Ali: That’s awesome, I’m putting this on my Christmas playlist for Christmas day. I love holiday songs. I wrote a Halloween song once which I love but it’s never seen the light of day.
Imogen: What are you proudest of this year – this weird, compromised year?
Ali: To be honest, even though of course I’m proud of the EP, I think what I’m proudest of is being the majority of the way through a psychology degree, and I’m learning Hindi. I know it should be music, but this hasn’t been the funnest time to make music, and I’m proud I found something else to put my energy into that’s made me happy.
Imogen: That’s fantastic!
Ali: What about you?
Imogen: I think I feel kind of the same. I’m so proud of Bastards and being able to put that out, but really I’m just proud of surviving. It’s been such a savage year for my mental health, probably the worst of my entire life. So I’m just proud of dealing with that and trying to take care of myself. Just getting through it and now looking ahead to next year. How are you feeling about that? I know you’re getting ready to go out on tour again.
Ali: That’s so true. It’s made me reassess and I guess think about how I don’t want to just do things the same way anymore; I’m going to play my songs differently, look at my show differently. The whole world turned upside down, things shouldn’t just be the same. I’m not going to just ramble off the top of my head, I’m going to tell a story through my songs, which is something I’ve always wanted to do.
Imogen: These are solo shows – do you prefer that or playing with the band?
Ali: I like them both for different reasons, but at the moment, just me and my songs I feel more in control, like at the moment I would just get lost in all the sound and I wouldn’t connect with the songs. But I’m really looking forward to playing Ur A Piece of Shit with you and your band at this show.
Imogen: I think we’re having the same experience from different directions. I love playing solo, but I think because it’s been the majority of my shows pre-COVID, I’m loving embracing the bigness of the band and the power of that sound, making the show more explosive and aggressive.
Ali: That’s awesome, I’m so excited to watch you at the gig.
Imogen: It’s gonna be so fun.
What I was gonna ask is, are there any songs you wrote pre-COVID that just hit different now with everything we’ve all been through?
Ali: There’s a song I wrote called January. It’s about when things become like Groundhog Day, the New Year comes around again and you realise you’re making the same resolutions as last year and nothing’s changed. I feel like that hits differently because we literally went nowhere physically last year and I just had to sit in all this stuff I couldn’t change. It wasn’t just feeling like that, it was a pandemic. Do you have a song like that?
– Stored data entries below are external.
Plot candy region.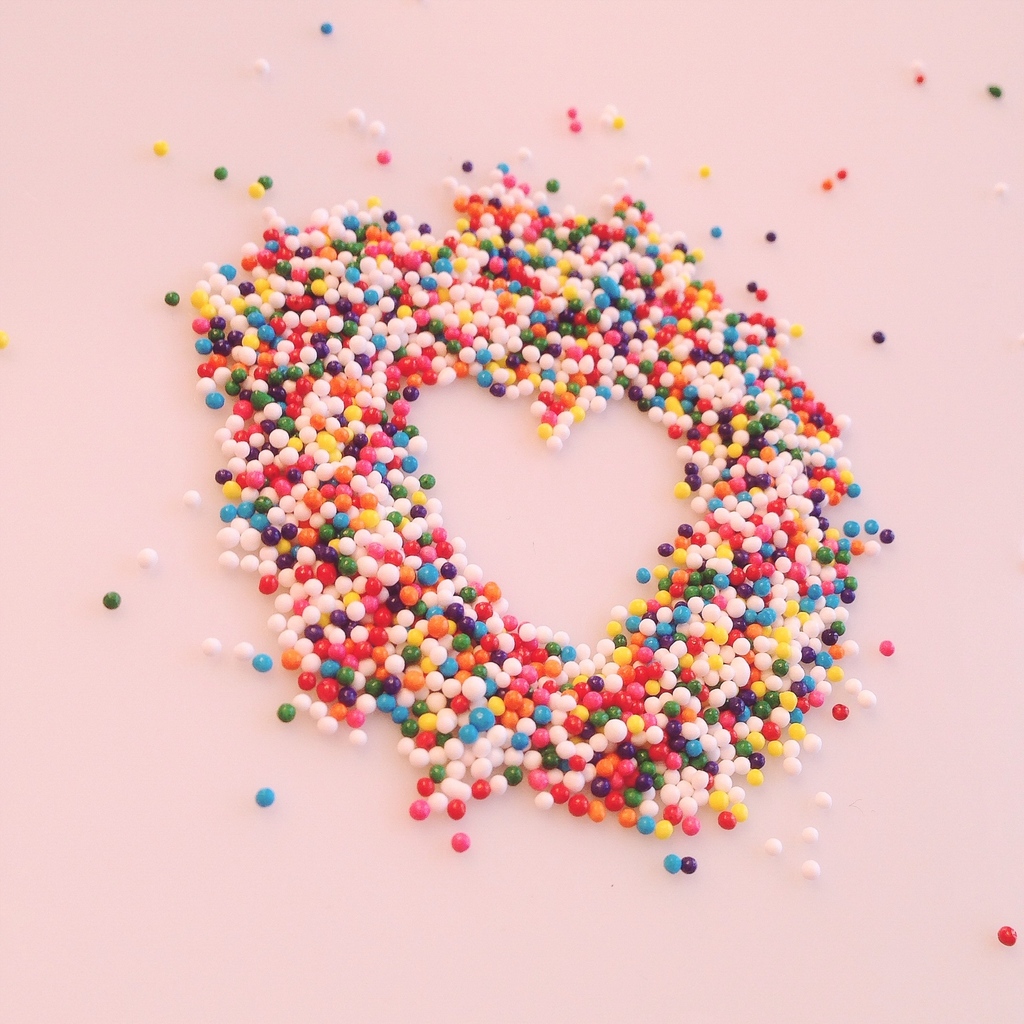
Plotted at l=661, t=855, r=680, b=876.
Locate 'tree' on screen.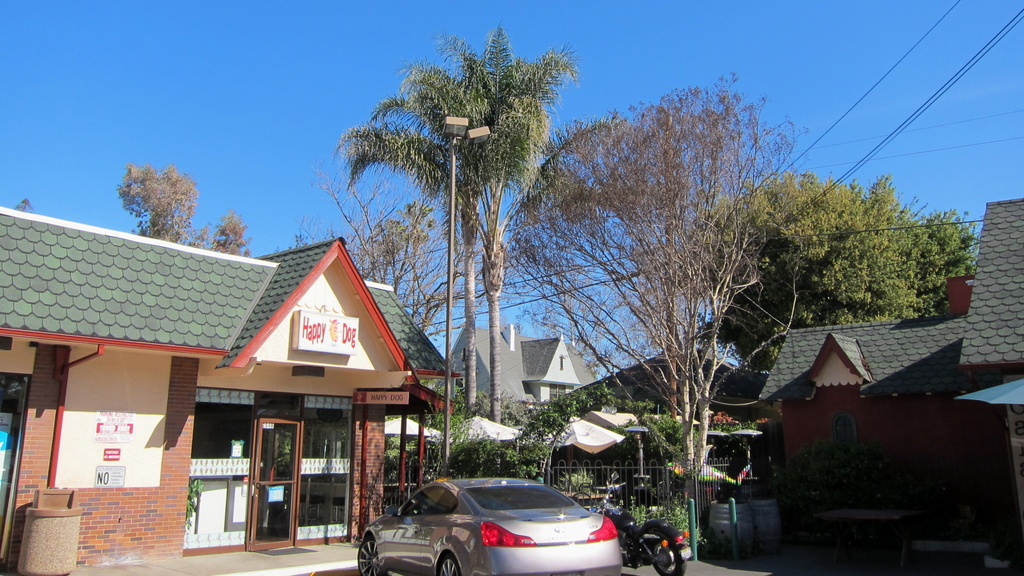
On screen at 292 175 477 344.
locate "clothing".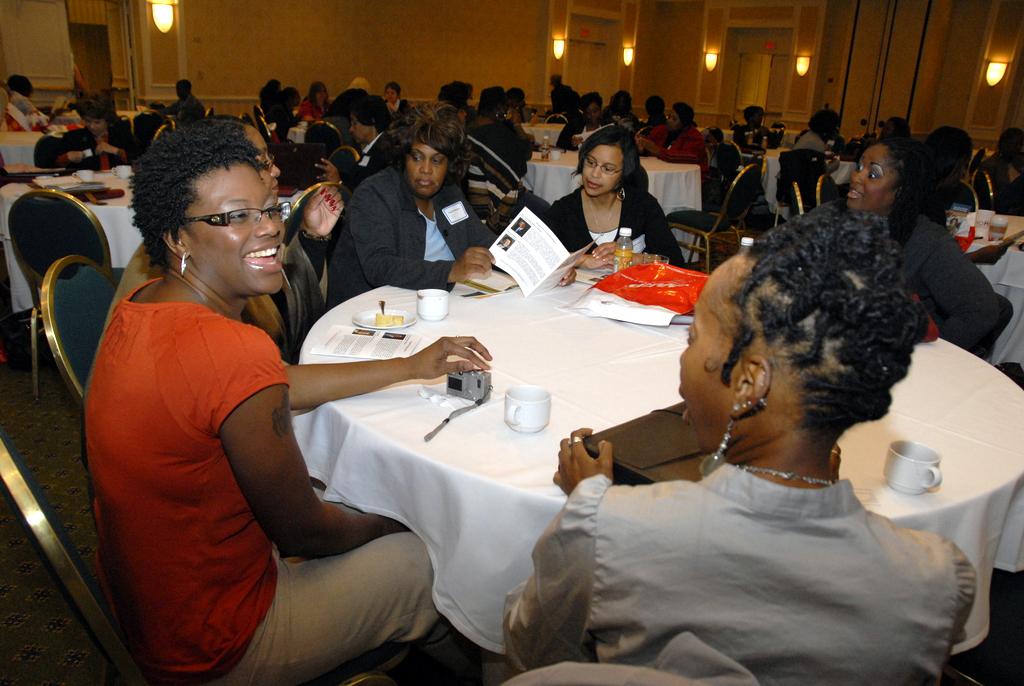
Bounding box: 959/151/1023/225.
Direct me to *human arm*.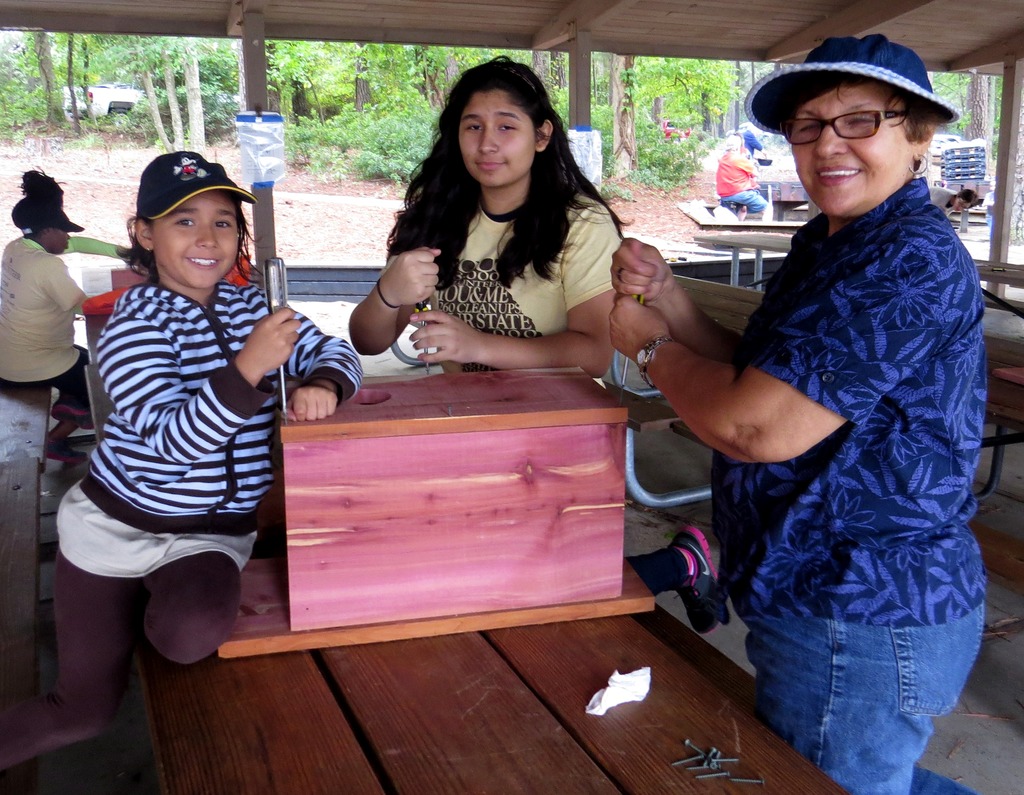
Direction: [291,302,362,422].
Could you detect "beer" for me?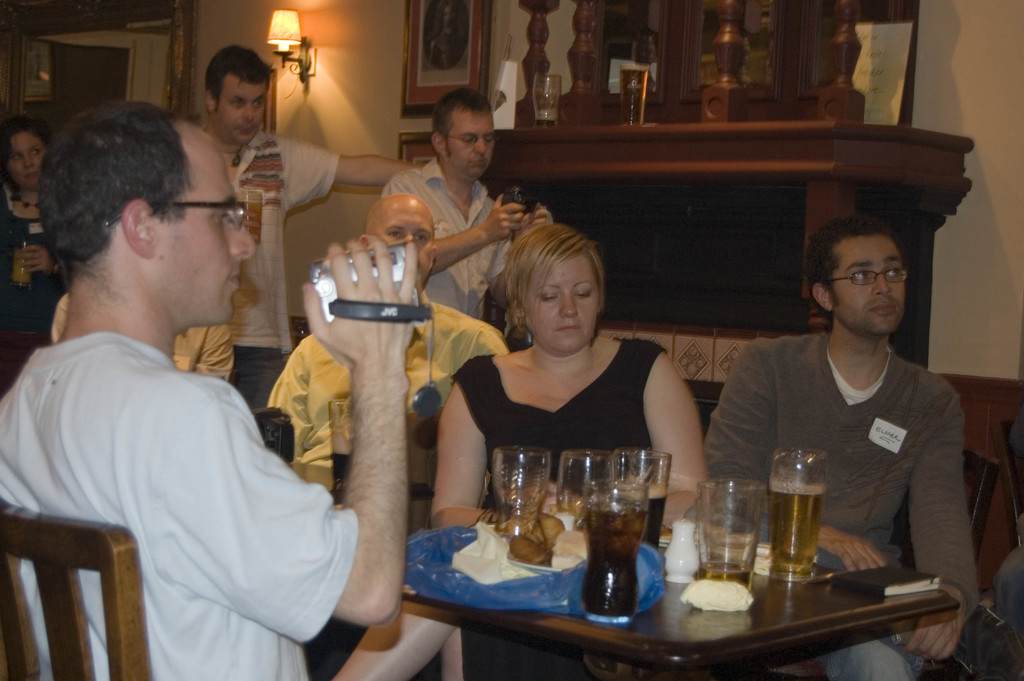
Detection result: {"left": 595, "top": 436, "right": 680, "bottom": 569}.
Imogen: I wrote a song called The Making Of Me in 2019, which at that point was the toughest year of my life. I was stranded overseas, reeling from a long-term relationship falling apart, exhausted from this marathon tour through Europe and second-guessing every decision I’d ever made. One night, I just sat down at my friend’s piano and this song poured out, about how if I could just make it through this year, I’d be so much stronger for having survived it. Now when I play it live, I just think about all the people in the audience who have had the worst one or two years of their lives, healthcare workers or people in our industry or casuals and people with small businesses… It’s just taken on a completely different meaning.